Lori Jones: But for me, it definitely opened the grace and the empathy. You know, no wonder that’s what I was left with no wonder dad acted like that his brain was being destroyed. No wonder

Rayna Neises: yes.

Lori Jones: so it has helped me and our whole family heal and reconcile some things that were pretty hard at the time they

Rayna Neises: Yeah.Thank you for bringing that up because I don’t think we talk about that enough with many of these diseases, whether it be depression that is brought on by some of these things ’cause they’re confused. They don’t know what’s happening to them either. Difficult to have compassion in the moment when there’s so many unanswered questions, but it is important to be able to go back and visit those things and extend grace even if they’re already gone because I think it is healing for us.

Lori Jones: [00:09:00] Definitely healing.

Rayna Neises: Do you have a favorite caregiving story that you would like to share?

Lori Jones: I have so many, but I will pick one.
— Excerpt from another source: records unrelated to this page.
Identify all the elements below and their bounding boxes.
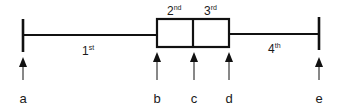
box-plot-diagram: 1st 2nd 3rd 4th a b c d e (0, 0, 340, 111)
quartile-label-2: 2nd (167, 4, 182, 18)
point-label-a: a (19, 91, 27, 106)
quartile-label-4: 4th (268, 42, 281, 56)
quartile-label-3: 3rd (204, 4, 217, 18)
arrow-d-icon (225, 52, 233, 80)
arrow-b-icon (153, 52, 161, 80)
point-label-b: b (153, 91, 160, 106)
point-label-e: e (315, 91, 322, 106)
arrow-a-icon (19, 57, 27, 80)
point-label-c: c (191, 91, 198, 106)
arrow-e-icon (315, 57, 323, 80)
point-label-d: d (225, 91, 232, 106)
arrow-c-icon (190, 52, 198, 80)
quartile-label-1: 1st (82, 44, 94, 58)
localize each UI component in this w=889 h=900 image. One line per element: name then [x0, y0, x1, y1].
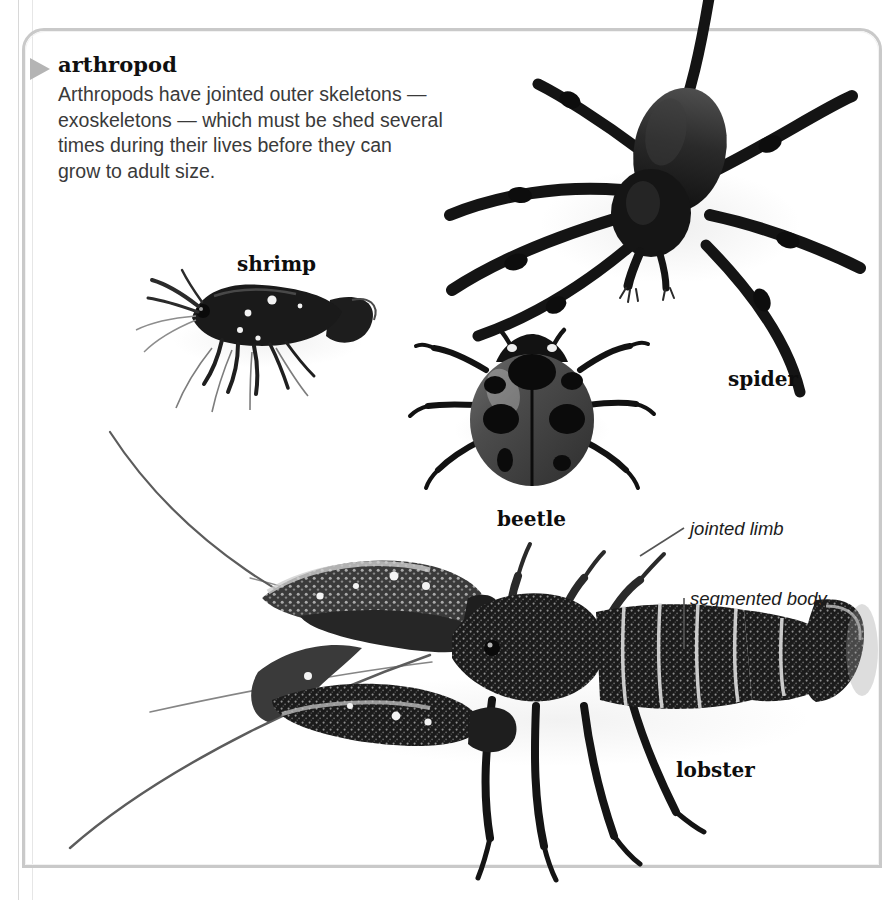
entry-title: arthropod: [58, 52, 177, 77]
margin-rule-outer: [18, 0, 19, 900]
entry-line-4: grow to adult size.: [58, 159, 478, 185]
label-beetle: beetle: [497, 507, 566, 531]
annotation-jointed-limb: jointed limb: [690, 518, 784, 540]
annotation-segmented-body: segmented body: [690, 588, 827, 610]
entry-line-2: exoskeletons — which must be shed severa…: [58, 108, 478, 134]
triangle-right-icon: [30, 58, 50, 80]
label-shrimp: shrimp: [237, 252, 316, 276]
label-spider: spider: [728, 367, 798, 391]
entry-description: Arthropods have jointed outer skeletons …: [58, 82, 478, 184]
illustration-page: arthropod Arthropods have jointed outer …: [0, 0, 889, 900]
entry-line-1: Arthropods have jointed outer skeletons …: [58, 82, 478, 108]
entry-line-3: times during their lives before they can: [58, 133, 478, 159]
label-lobster: lobster: [676, 758, 755, 782]
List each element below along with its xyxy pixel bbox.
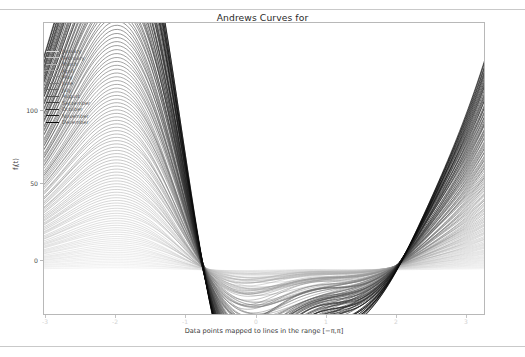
x-axis-label: Data points mapped to lines in the range… bbox=[43, 327, 485, 335]
x-tick-mark bbox=[326, 315, 327, 318]
y-axis-label-subscript: i bbox=[14, 166, 20, 167]
legend-item-label: May bbox=[62, 74, 73, 80]
x-tick-label: -1 bbox=[165, 318, 205, 325]
legend-swatch-icon bbox=[46, 96, 59, 97]
y-tick-label: 50 bbox=[0, 180, 38, 187]
legend-swatch-icon bbox=[46, 115, 59, 116]
y-tick-mark bbox=[40, 183, 43, 184]
andrews-curve bbox=[44, 127, 485, 313]
legend-swatch-icon bbox=[46, 109, 59, 110]
x-tick-mark bbox=[256, 315, 257, 318]
andrews-curve bbox=[44, 29, 485, 315]
legend[interactable]: JanuaryFebruaryMarchAprilMayJuneJulyAugu… bbox=[46, 48, 108, 125]
y-tick-mark bbox=[40, 110, 43, 111]
legend-item-label: April bbox=[62, 68, 74, 74]
y-tick-mark bbox=[40, 260, 43, 261]
x-tick-mark bbox=[185, 315, 186, 318]
legend-item-label: February bbox=[62, 55, 85, 61]
legend-item-label: October bbox=[62, 106, 82, 112]
legend-swatch-icon bbox=[46, 122, 59, 123]
x-tick-mark bbox=[466, 315, 467, 318]
x-tick-label: -3 bbox=[25, 318, 65, 325]
andrews-curve bbox=[44, 113, 485, 315]
andrews-curves-svg bbox=[44, 23, 485, 315]
window-top-rule bbox=[0, 9, 525, 10]
y-axis-label: fi(t) bbox=[12, 158, 20, 170]
legend-swatch-icon bbox=[46, 89, 59, 90]
x-tick-mark bbox=[396, 315, 397, 318]
x-tick-label: 3 bbox=[446, 318, 486, 325]
x-tick-label: 0 bbox=[236, 318, 276, 325]
legend-item-label: March bbox=[62, 61, 78, 67]
y-axis-label-tail: (t) bbox=[12, 158, 20, 166]
y-tick-label: 100 bbox=[0, 107, 38, 114]
x-tick-mark bbox=[115, 315, 116, 318]
figure-canvas: Andrews Curves for Mean Monthly Temperat… bbox=[0, 0, 525, 357]
plot-area bbox=[43, 22, 485, 315]
legend-swatch-icon bbox=[46, 102, 59, 103]
legend-swatch-icon bbox=[46, 64, 59, 65]
window-bottom-rule bbox=[0, 346, 525, 347]
legend-swatch-icon bbox=[46, 83, 59, 84]
x-tick-label: -2 bbox=[95, 318, 135, 325]
legend-swatch-icon bbox=[46, 76, 59, 77]
legend-item-label: January bbox=[62, 48, 81, 54]
legend-swatch-icon bbox=[46, 51, 59, 52]
legend-item-label: June bbox=[62, 80, 73, 86]
legend-item-label: September bbox=[62, 100, 90, 106]
legend-swatch-icon bbox=[46, 57, 59, 58]
legend-item-label: August bbox=[62, 93, 80, 99]
andrews-curve bbox=[44, 120, 485, 315]
x-tick-label: 2 bbox=[376, 318, 416, 325]
legend-item-label: December bbox=[62, 119, 88, 125]
x-tick-label: 1 bbox=[306, 318, 346, 325]
legend-item-label: July bbox=[62, 87, 71, 93]
legend-item-december[interactable]: December bbox=[46, 119, 108, 125]
legend-item-label: November bbox=[62, 113, 89, 119]
legend-swatch-icon bbox=[46, 70, 59, 71]
y-tick-label: 0 bbox=[0, 257, 38, 264]
x-tick-mark bbox=[45, 315, 46, 318]
andrews-curve bbox=[44, 58, 485, 315]
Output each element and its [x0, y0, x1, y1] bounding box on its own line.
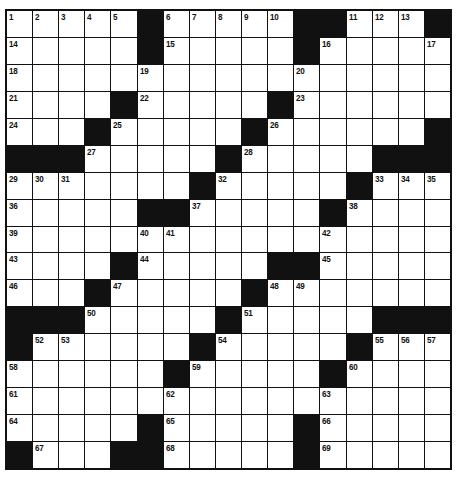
- answer-cell[interactable]: [268, 65, 293, 91]
- answer-cell[interactable]: 27: [85, 146, 110, 172]
- answer-cell[interactable]: [294, 200, 319, 226]
- answer-cell[interactable]: [242, 415, 267, 441]
- answer-cell[interactable]: [347, 442, 372, 468]
- answer-cell[interactable]: [347, 146, 372, 172]
- answer-cell[interactable]: 23: [294, 92, 319, 118]
- answer-cell[interactable]: [268, 200, 293, 226]
- answer-cell[interactable]: [138, 388, 163, 414]
- answer-cell[interactable]: [138, 334, 163, 360]
- answer-cell[interactable]: [85, 92, 110, 118]
- answer-cell[interactable]: 64: [7, 415, 32, 441]
- answer-cell[interactable]: [111, 361, 136, 387]
- answer-cell[interactable]: [85, 361, 110, 387]
- answer-cell[interactable]: 1: [7, 11, 32, 37]
- answer-cell[interactable]: [59, 38, 84, 64]
- answer-cell[interactable]: [347, 227, 372, 253]
- answer-cell[interactable]: [190, 119, 215, 145]
- answer-cell[interactable]: [190, 442, 215, 468]
- answer-cell[interactable]: [425, 361, 450, 387]
- answer-cell[interactable]: 2: [33, 11, 58, 37]
- answer-cell[interactable]: [320, 173, 345, 199]
- answer-cell[interactable]: 8: [216, 11, 241, 37]
- answer-cell[interactable]: [111, 415, 136, 441]
- answer-cell[interactable]: 33: [373, 173, 398, 199]
- answer-cell[interactable]: 50: [85, 307, 110, 333]
- answer-cell[interactable]: [190, 38, 215, 64]
- answer-cell[interactable]: [425, 442, 450, 468]
- answer-cell[interactable]: [190, 307, 215, 333]
- answer-cell[interactable]: 42: [320, 227, 345, 253]
- answer-cell[interactable]: [425, 253, 450, 279]
- answer-cell[interactable]: [373, 361, 398, 387]
- answer-cell[interactable]: [190, 65, 215, 91]
- answer-cell[interactable]: [85, 334, 110, 360]
- answer-cell[interactable]: 41: [164, 227, 189, 253]
- answer-cell[interactable]: 67: [33, 442, 58, 468]
- answer-cell[interactable]: [425, 200, 450, 226]
- answer-cell[interactable]: 18: [7, 65, 32, 91]
- answer-cell[interactable]: [33, 38, 58, 64]
- answer-cell[interactable]: [164, 65, 189, 91]
- answer-cell[interactable]: [190, 388, 215, 414]
- answer-cell[interactable]: [216, 200, 241, 226]
- answer-cell[interactable]: [216, 119, 241, 145]
- answer-cell[interactable]: [33, 227, 58, 253]
- answer-cell[interactable]: [320, 146, 345, 172]
- answer-cell[interactable]: [347, 38, 372, 64]
- answer-cell[interactable]: [268, 146, 293, 172]
- answer-cell[interactable]: 61: [7, 388, 32, 414]
- answer-cell[interactable]: [347, 92, 372, 118]
- answer-cell[interactable]: 22: [138, 92, 163, 118]
- answer-cell[interactable]: 29: [7, 173, 32, 199]
- answer-cell[interactable]: [111, 307, 136, 333]
- answer-cell[interactable]: 51: [242, 307, 267, 333]
- answer-cell[interactable]: [294, 334, 319, 360]
- answer-cell[interactable]: [268, 415, 293, 441]
- answer-cell[interactable]: 52: [33, 334, 58, 360]
- answer-cell[interactable]: 37: [190, 200, 215, 226]
- answer-cell[interactable]: [347, 388, 372, 414]
- answer-cell[interactable]: [111, 146, 136, 172]
- answer-cell[interactable]: 58: [7, 361, 32, 387]
- answer-cell[interactable]: 36: [7, 200, 32, 226]
- answer-cell[interactable]: [164, 307, 189, 333]
- answer-cell[interactable]: [399, 253, 424, 279]
- answer-cell[interactable]: [138, 307, 163, 333]
- answer-cell[interactable]: [59, 280, 84, 306]
- answer-cell[interactable]: [59, 227, 84, 253]
- answer-cell[interactable]: [85, 415, 110, 441]
- answer-cell[interactable]: [59, 253, 84, 279]
- answer-cell[interactable]: [216, 415, 241, 441]
- answer-cell[interactable]: [190, 415, 215, 441]
- answer-cell[interactable]: [85, 388, 110, 414]
- answer-cell[interactable]: [111, 388, 136, 414]
- answer-cell[interactable]: [399, 92, 424, 118]
- answer-cell[interactable]: [399, 38, 424, 64]
- answer-cell[interactable]: [59, 92, 84, 118]
- answer-cell[interactable]: [164, 146, 189, 172]
- answer-cell[interactable]: [320, 280, 345, 306]
- answer-cell[interactable]: 38: [347, 200, 372, 226]
- answer-cell[interactable]: 54: [216, 334, 241, 360]
- answer-cell[interactable]: [216, 388, 241, 414]
- answer-cell[interactable]: 55: [373, 334, 398, 360]
- answer-cell[interactable]: [242, 388, 267, 414]
- answer-cell[interactable]: [216, 280, 241, 306]
- answer-cell[interactable]: [425, 388, 450, 414]
- answer-cell[interactable]: [190, 253, 215, 279]
- answer-cell[interactable]: 30: [33, 173, 58, 199]
- answer-cell[interactable]: 46: [7, 280, 32, 306]
- answer-cell[interactable]: 6: [164, 11, 189, 37]
- answer-cell[interactable]: [33, 415, 58, 441]
- answer-cell[interactable]: [33, 361, 58, 387]
- answer-cell[interactable]: 31: [59, 173, 84, 199]
- answer-cell[interactable]: [320, 119, 345, 145]
- answer-cell[interactable]: [85, 253, 110, 279]
- answer-cell[interactable]: [216, 361, 241, 387]
- answer-cell[interactable]: 35: [425, 173, 450, 199]
- answer-cell[interactable]: [425, 65, 450, 91]
- answer-cell[interactable]: [373, 415, 398, 441]
- answer-cell[interactable]: [425, 227, 450, 253]
- answer-cell[interactable]: [33, 253, 58, 279]
- answer-cell[interactable]: [373, 442, 398, 468]
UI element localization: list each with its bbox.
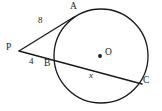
segment-length-8: 8	[38, 16, 43, 25]
tangent-segment-pa	[19, 17, 74, 51]
center-point-dot	[98, 54, 102, 58]
point-label-p: P	[6, 43, 11, 53]
segment-length-4: 4	[29, 57, 34, 66]
point-label-b: B	[44, 59, 50, 69]
secant-segment-pc	[19, 51, 142, 84]
unknown-length-x: x	[89, 71, 93, 80]
point-label-a: A	[70, 2, 77, 12]
point-label-c: C	[143, 76, 149, 86]
center-label-o: O	[105, 48, 112, 58]
geometry-diagram: A 8 P 4 B O x C	[0, 0, 162, 111]
geometry-canvas	[0, 0, 162, 111]
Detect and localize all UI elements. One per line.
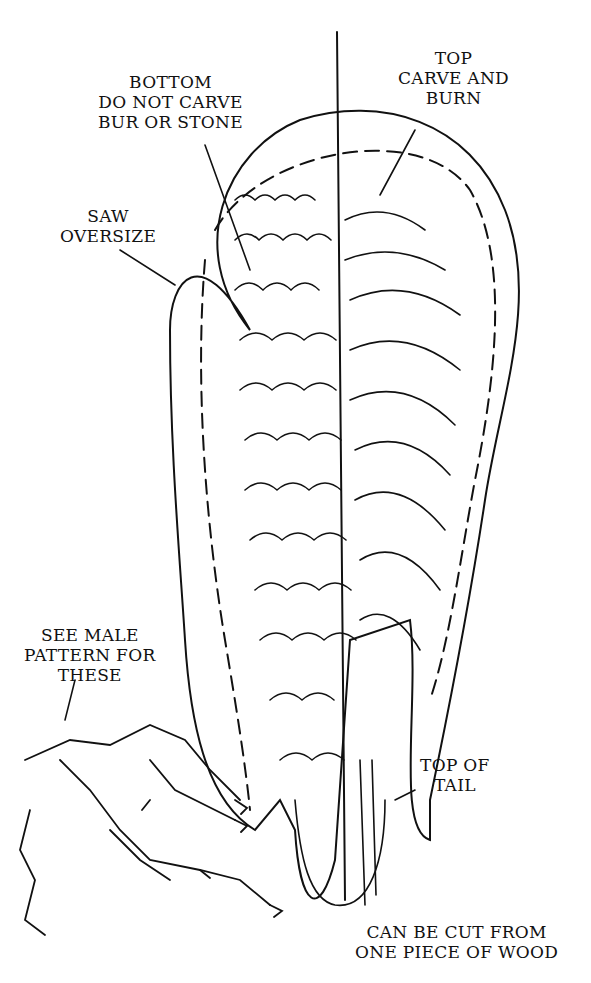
label-line: CAN BE CUT FROM xyxy=(355,922,558,942)
label-line: OVERSIZE xyxy=(60,226,156,246)
talons xyxy=(20,725,282,935)
label-line: BURN xyxy=(398,88,509,108)
label-line: TOP xyxy=(398,48,509,68)
label-line: CARVE AND xyxy=(398,68,509,88)
label-line: BUR OR STONE xyxy=(98,112,243,132)
top-feathers xyxy=(345,212,460,650)
label-top: TOP CARVE AND BURN xyxy=(398,48,509,108)
bottom-feathers xyxy=(235,195,356,760)
oversize-dashed-line xyxy=(201,151,495,810)
label-line: ONE PIECE OF WOOD xyxy=(355,942,558,962)
label-line: THESE xyxy=(24,665,156,685)
label-line: PATTERN FOR xyxy=(24,645,156,665)
wing-diagram xyxy=(0,0,591,983)
label-line: SAW xyxy=(60,206,156,226)
label-tail: TOP OF TAIL xyxy=(420,755,490,795)
label-line: DO NOT CARVE xyxy=(98,92,243,112)
label-line: SEE MALE xyxy=(24,625,156,645)
label-male-pattern: SEE MALE PATTERN FOR THESE xyxy=(24,625,156,685)
label-saw: SAW OVERSIZE xyxy=(60,206,156,246)
label-line: TOP OF xyxy=(420,755,490,775)
label-line: TAIL xyxy=(420,775,490,795)
label-cut: CAN BE CUT FROM ONE PIECE OF WOOD xyxy=(355,922,558,962)
label-line: BOTTOM xyxy=(98,72,243,92)
label-bottom: BOTTOM DO NOT CARVE BUR OR STONE xyxy=(98,72,243,132)
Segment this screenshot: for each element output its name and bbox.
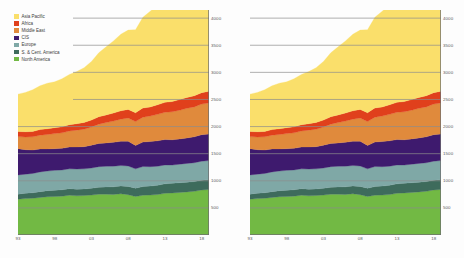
y-tick-label: 2500 [211, 97, 221, 102]
legend-item-label: S. & Cent. America [22, 50, 60, 55]
y-tick-label: 3500 [211, 43, 221, 48]
legend-swatch-icon [14, 50, 19, 55]
legend-swatch-icon [14, 57, 19, 62]
legend-swatch-icon [14, 43, 19, 48]
x-tick-label: 98 [284, 236, 289, 241]
y-tick-label: 1500 [443, 151, 453, 156]
x-tick-label: 18 [199, 236, 204, 241]
y-tick-label: 3500 [443, 43, 453, 48]
x-tick-label: 93 [16, 236, 21, 241]
x-tick-label: 08 [358, 236, 363, 241]
legend-item: S. & Cent. America [14, 48, 110, 55]
y-tick-label: 2000 [443, 124, 453, 129]
x-axis-labels-left: 939803081318 [18, 236, 214, 246]
legend-item-label: North America [22, 57, 51, 62]
x-tick-label: 13 [394, 236, 399, 241]
legend-swatch-icon [14, 36, 19, 41]
y-tick-label: 2500 [443, 97, 453, 102]
legend-item-label: Africa [22, 21, 34, 26]
x-tick-label: 03 [89, 236, 94, 241]
chart-legend: Asia PacificAfricaMiddle EastCISEuropeS.… [14, 13, 110, 63]
y-tick-label: 1500 [211, 151, 221, 156]
y-tick-label: 3000 [443, 70, 453, 75]
y-tick-label: 2000 [211, 124, 221, 129]
legend-item: Africa [14, 20, 110, 27]
y-tick-label: 1000 [443, 178, 453, 183]
stacked-area-chart-figure: 4000350030002500200015001000500 93980308… [0, 0, 464, 258]
legend-item-label: Middle East [22, 28, 46, 33]
x-tick-label: 98 [52, 236, 57, 241]
plot-area-right [250, 10, 441, 235]
legend-item: Asia Pacific [14, 13, 110, 20]
legend-item-label: CIS [22, 35, 30, 40]
y-tick-label: 500 [211, 205, 219, 210]
y-tick-label: 4000 [443, 16, 453, 21]
legend-item: CIS [14, 34, 110, 41]
y-tick-label: 4000 [211, 16, 221, 21]
x-tick-label: 93 [248, 236, 253, 241]
legend-item: North America [14, 56, 110, 63]
legend-item: Europe [14, 41, 110, 48]
chart-panel-left: 4000350030002500200015001000500 93980308… [0, 0, 232, 258]
legend-swatch-icon [14, 21, 19, 26]
y-tick-label: 3000 [211, 70, 221, 75]
x-axis-labels-right: 939803081318 [250, 236, 446, 246]
legend-item-label: Asia Pacific [22, 14, 45, 19]
x-tick-label: 03 [321, 236, 326, 241]
x-tick-label: 13 [162, 236, 167, 241]
x-tick-label: 08 [126, 236, 131, 241]
legend-item-label: Europe [22, 42, 37, 47]
chart-panel-right: 4000350030002500200015001000500 93980308… [232, 0, 464, 258]
y-axis-labels-right: 4000350030002500200015001000500 [443, 0, 464, 258]
y-tick-label: 500 [443, 205, 451, 210]
legend-item: Middle East [14, 27, 110, 34]
legend-swatch-icon [14, 14, 19, 19]
y-tick-label: 1000 [211, 178, 221, 183]
x-tick-label: 18 [431, 236, 436, 241]
plot-svg-right [250, 10, 441, 235]
legend-swatch-icon [14, 28, 19, 33]
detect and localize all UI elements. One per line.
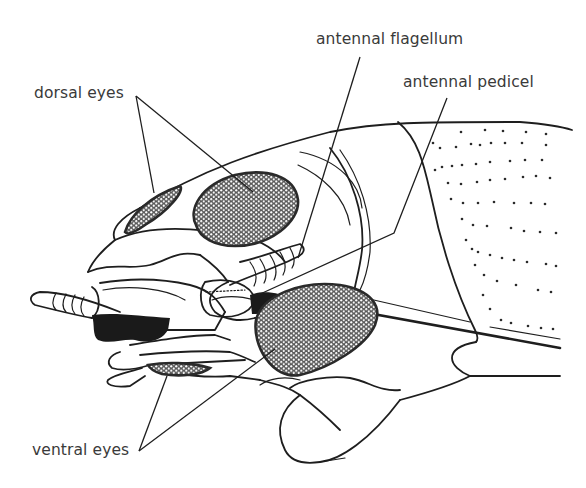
mouthparts-brush: [92, 314, 170, 342]
pronotum-dots: [432, 129, 558, 331]
dorsal-eye-large: [194, 172, 298, 246]
label-ventral-eyes: ventral eyes: [32, 441, 129, 459]
left-antenna: [31, 287, 120, 318]
label-dorsal-eyes: dorsal eyes: [34, 84, 124, 102]
insect-head-diagram: dorsal eyes antennal flagellum antennal …: [0, 0, 586, 488]
label-antennal-pedicel: antennal pedicel: [403, 73, 534, 91]
ventral-eye-small: [148, 363, 210, 375]
leader-antennal-flagellum: [298, 57, 360, 258]
label-antennal-flagellum: antennal flagellum: [316, 30, 463, 48]
leader-dorsal-eyes-small: [136, 96, 154, 193]
ventral-eye-large: [255, 284, 377, 375]
dorsal-eye-small: [125, 186, 181, 233]
thorax-outline: [140, 122, 572, 400]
I will tell you, my dad cycled through nine adult care homes

Rayna Neises: Hmm

Lori Jones: He was determined a difficult case. His go-to was anger

Rayna Neises: Yeah.

Lori Jones: Weren’t going well, when he was overwhelmed, when it was too loud, too hot, things weren’t right. He got angry and he was a tough guy. My dad was a tough guy and, and I think this whole thing was very hard for him to lose control. And so the go-to was anger. There were some, you know, destroyed pieces of furniture and some combative behavior and he would get booted. They would send him. To a facility to get medications regulated. And then, oh my goodness, his bed was full when it was time to go back to the

Rayna Neises: Wow.

Lori Jones: And so we went through a lot of that. I had no idea what I was doing. My husband and I were guardians and we were trying to figure this out together. But the last care home we found, I remember that the director, I met with him and his words were, [00:10:00] we get pretty creative here. I said, okay, keep talking. Tell me about creative. And he said, we’ve had HD people before. We know they need time. We know they need space. Uh, we get creative. And so I could tell you stories about that place, but I will tell you that was where he stayed until he entered hospice and his life ended. But my favorite story there is that the director himself took my dad to my grandfather’s burial service

Rayna Neises: Wow.

Lori Jones: It was about an hour and a half

Rayna Neises: Wow.

Lori Jones: He liked to go on rides but he often knew if he got in the van, he was going to the doctor

Rayna Neises: Mm,

Lori Jones: and he didn’t wanna

Rayna Neises: yes.

Lori Jones: So I don’t know how the director got him in the

Rayna Neises: Okay.

Lori Jones: Went on a drive and they showed up at this graveside burial service. And watch that director helped my dad out of the van. They stood at the back. My father was nearing, I would say, starting end stage. So he was still ambulatory, but his, he was unkempt. His hair wasn’t combed, he was staggering. and he needed the [00:11:00] director to hold his arm so he didn’t tip over and he let him, which was remarkable. they stood at that service and then the director gently took him over to my grandmother was there in her wheelchair, and the director brought my father over to grandma, and they were able to have a moment of hugging and talking.

Rayna Neises: wow.

Lori Jones: They hadn’t seen each other since he entered care. It just, it didn’t work. There was no way to get them together, and he loved his mother, so they had this tender moment. They spoke and then the director got him back in the van and they left together. And getting back in the van was always a struggle. He never wanted to go back whenever he went on a visit. And in the book I talk about this because it just touched

Rayna Neises: Yeah,

Lori Jones: remember how much he loved to drive country roads, and I imagine that they took some of those back roads on the way home.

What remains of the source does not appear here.